(Bloomberg) -- The House will consider two immigration bills next week in a compromise among Republican factions that has at least temporarily quelled a petition drive by lawmakers that would force floor votes on additional immigration measures GOP leaders don’t want to take up.

The GOP compromise, reached late Tuesday, didn’t finalize details of the legislation that will be considered, but it did lay out a strategy that different GOP factions said they could live with, according to participants in the meetings. Republican leaders opposed the petition and the floor votes it would trigger because, they said, it would give Democrats too much control to push the proposals they prefer.

“Members across the Republican Conference have negotiated directly and in good faith with each other for several weeks, and as a result, the House will consider two bills next week that will avert the discharge petition and resolve the border security and immigration issues,” AshLee Strong, a spokeswoman for House Speaker Paul Ryan, said in a statement.

Under the agreement, the House will vote on a conservative immigration bill sponsored by Judiciary Committee Chairman Bob Goodlatte of Virginia that Ryan agreed to put to a vote, even though he previously said that it didn’t have enough Republican support to pass. That bill would provide temporary protection for undocumented immigrants brought to the U.S. as children while constricting legal immigration by limiting immigrants’ ability to sponsor family members to come to the U.S. and by eliminating the diversity visa lottery.

Ryan also will schedule a vote on a to-be-determined compromise bill that would include border security measures along with a pathway to citizenship for the young immigrants, who are known as dreamers.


> TASK DETAILS
With the pictures excluded, reproduce all of the data exactly.

======== PROVIDED ENTRIES ========

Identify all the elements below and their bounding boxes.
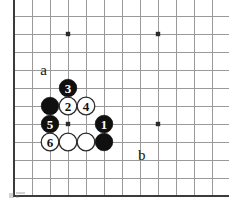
stone-move-number: 3 (65, 81, 72, 96)
stone-black-1[interactable]: 1 (95, 115, 113, 133)
stone-move-number: 1 (101, 117, 108, 132)
caption-artifact-icon (8, 191, 30, 199)
stone-move-number: 4 (83, 99, 90, 114)
stone-white-plain-a[interactable] (59, 133, 77, 151)
stone-white-2[interactable]: 2 (59, 97, 77, 115)
white-stone-icon (77, 133, 95, 151)
stone-black-plain-lower[interactable] (95, 133, 113, 151)
stone-white-6[interactable]: 6 (41, 133, 59, 151)
board-edges (13, 0, 229, 196)
label-b: b (138, 147, 146, 163)
star-point-lower-left (66, 122, 70, 126)
stone-black-plain-upper[interactable] (41, 97, 59, 115)
stone-move-number: 5 (47, 117, 54, 132)
stones-layer[interactable]: 324516 (41, 79, 113, 151)
label-a: a (40, 62, 47, 78)
star-point-lower-right (156, 122, 160, 126)
white-stone-icon (59, 133, 77, 151)
stone-move-number: 6 (47, 135, 54, 150)
stone-white-4[interactable]: 4 (77, 97, 95, 115)
stone-black-5[interactable]: 5 (41, 115, 59, 133)
star-point-upper-left (66, 32, 70, 36)
stone-white-plain-b[interactable] (77, 133, 95, 151)
go-board-canvas[interactable]: ab 324516 (0, 0, 229, 203)
black-stone-icon (41, 97, 59, 115)
stone-move-number: 2 (65, 99, 72, 114)
go-board-figure: ab 324516 (0, 0, 229, 203)
stone-black-3[interactable]: 3 (59, 79, 77, 97)
black-stone-icon (95, 133, 113, 151)
star-point-upper-right (156, 32, 160, 36)
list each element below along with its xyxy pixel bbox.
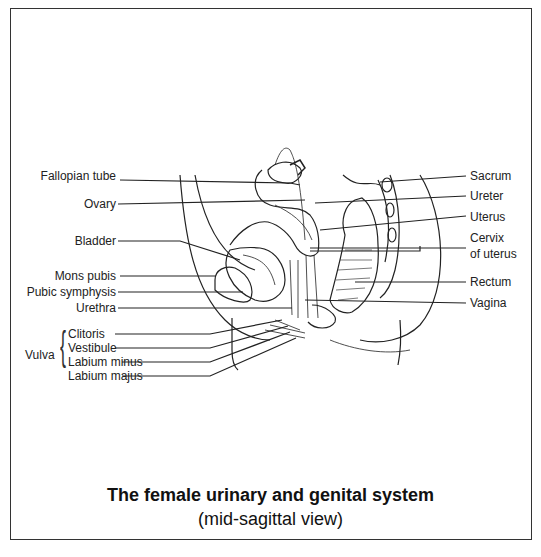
brace-icon: {	[60, 326, 66, 366]
label-labium-minus: Labium minus	[68, 355, 143, 369]
label-vulva: Vulva	[25, 348, 55, 362]
label-pubic-symphysis: Pubic symphysis	[10, 285, 116, 299]
label-clitoris: Clitoris	[68, 327, 105, 341]
label-sacrum: Sacrum	[470, 169, 511, 183]
label-cervix-line2: of uterus	[470, 247, 517, 261]
label-bladder: Bladder	[20, 234, 116, 248]
label-labium-majus: Labium majus	[68, 369, 143, 383]
figure-subtitle: (mid-sagittal view)	[0, 507, 541, 531]
label-cervix-line1: Cervix	[470, 231, 504, 245]
figure-title: The female urinary and genital system	[0, 483, 541, 507]
label-vagina: Vagina	[470, 296, 506, 310]
label-ovary: Ovary	[20, 197, 116, 211]
label-rectum: Rectum	[470, 275, 511, 289]
label-fallopian-tube: Fallopian tube	[20, 169, 116, 183]
label-mons-pubis: Mons pubis	[20, 269, 116, 283]
label-ureter: Ureter	[470, 189, 503, 203]
label-vestibule: Vestibule	[68, 341, 117, 355]
label-uterus: Uterus	[470, 210, 505, 224]
label-urethra: Urethra	[20, 301, 116, 315]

========

> ANSWER TO THE PROBLEM
Identify all the elements below and their bounding boxes.
stone-move-number: 3 (65, 81, 72, 96)
stone-black-1[interactable]: 1 (95, 115, 113, 133)
stone-move-number: 1 (101, 117, 108, 132)
caption-artifact-icon (8, 191, 30, 199)
stone-move-number: 4 (83, 99, 90, 114)
stone-white-plain-a[interactable] (59, 133, 77, 151)
stone-white-2[interactable]: 2 (59, 97, 77, 115)
white-stone-icon (77, 133, 95, 151)
stone-black-plain-lower[interactable] (95, 133, 113, 151)
stone-white-6[interactable]: 6 (41, 133, 59, 151)
board-edges (13, 0, 229, 196)
label-b: b (138, 147, 146, 163)
star-point-lower-left (66, 122, 70, 126)
stone-black-plain-upper[interactable] (41, 97, 59, 115)
stone-move-number: 5 (47, 117, 54, 132)
stones-layer[interactable]: 324516 (41, 79, 113, 151)
label-a: a (40, 62, 47, 78)
star-point-lower-right (156, 122, 160, 126)
white-stone-icon (59, 133, 77, 151)
stone-move-number: 6 (47, 135, 54, 150)
stone-white-4[interactable]: 4 (77, 97, 95, 115)
stone-black-5[interactable]: 5 (41, 115, 59, 133)
star-point-upper-left (66, 32, 70, 36)
stone-white-plain-b[interactable] (77, 133, 95, 151)
go-board-canvas[interactable]: ab 324516 (0, 0, 229, 203)
black-stone-icon (41, 97, 59, 115)
stone-move-number: 2 (65, 99, 72, 114)
go-board-figure: ab 324516 (0, 0, 229, 203)
stone-black-3[interactable]: 3 (59, 79, 77, 97)
black-stone-icon (95, 133, 113, 151)
star-point-upper-right (156, 32, 160, 36)
list each element below along with its xyxy pixel bbox.
brace-icon: {	[60, 326, 66, 366]
label-labium-minus: Labium minus	[68, 355, 143, 369]
label-vulva: Vulva	[25, 348, 55, 362]
label-pubic-symphysis: Pubic symphysis	[10, 285, 116, 299]
label-clitoris: Clitoris	[68, 327, 105, 341]
label-sacrum: Sacrum	[470, 169, 511, 183]
label-cervix-line2: of uterus	[470, 247, 517, 261]
label-bladder: Bladder	[20, 234, 116, 248]
label-labium-majus: Labium majus	[68, 369, 143, 383]
figure-subtitle: (mid-sagittal view)	[0, 507, 541, 531]
label-cervix-line1: Cervix	[470, 231, 504, 245]
figure-title: The female urinary and genital system	[0, 483, 541, 507]
label-vagina: Vagina	[470, 296, 506, 310]
label-ovary: Ovary	[20, 197, 116, 211]
label-rectum: Rectum	[470, 275, 511, 289]
label-fallopian-tube: Fallopian tube	[20, 169, 116, 183]
label-mons-pubis: Mons pubis	[20, 269, 116, 283]
label-ureter: Ureter	[470, 189, 503, 203]
label-vestibule: Vestibule	[68, 341, 117, 355]
label-uterus: Uterus	[470, 210, 505, 224]
label-urethra: Urethra	[20, 301, 116, 315]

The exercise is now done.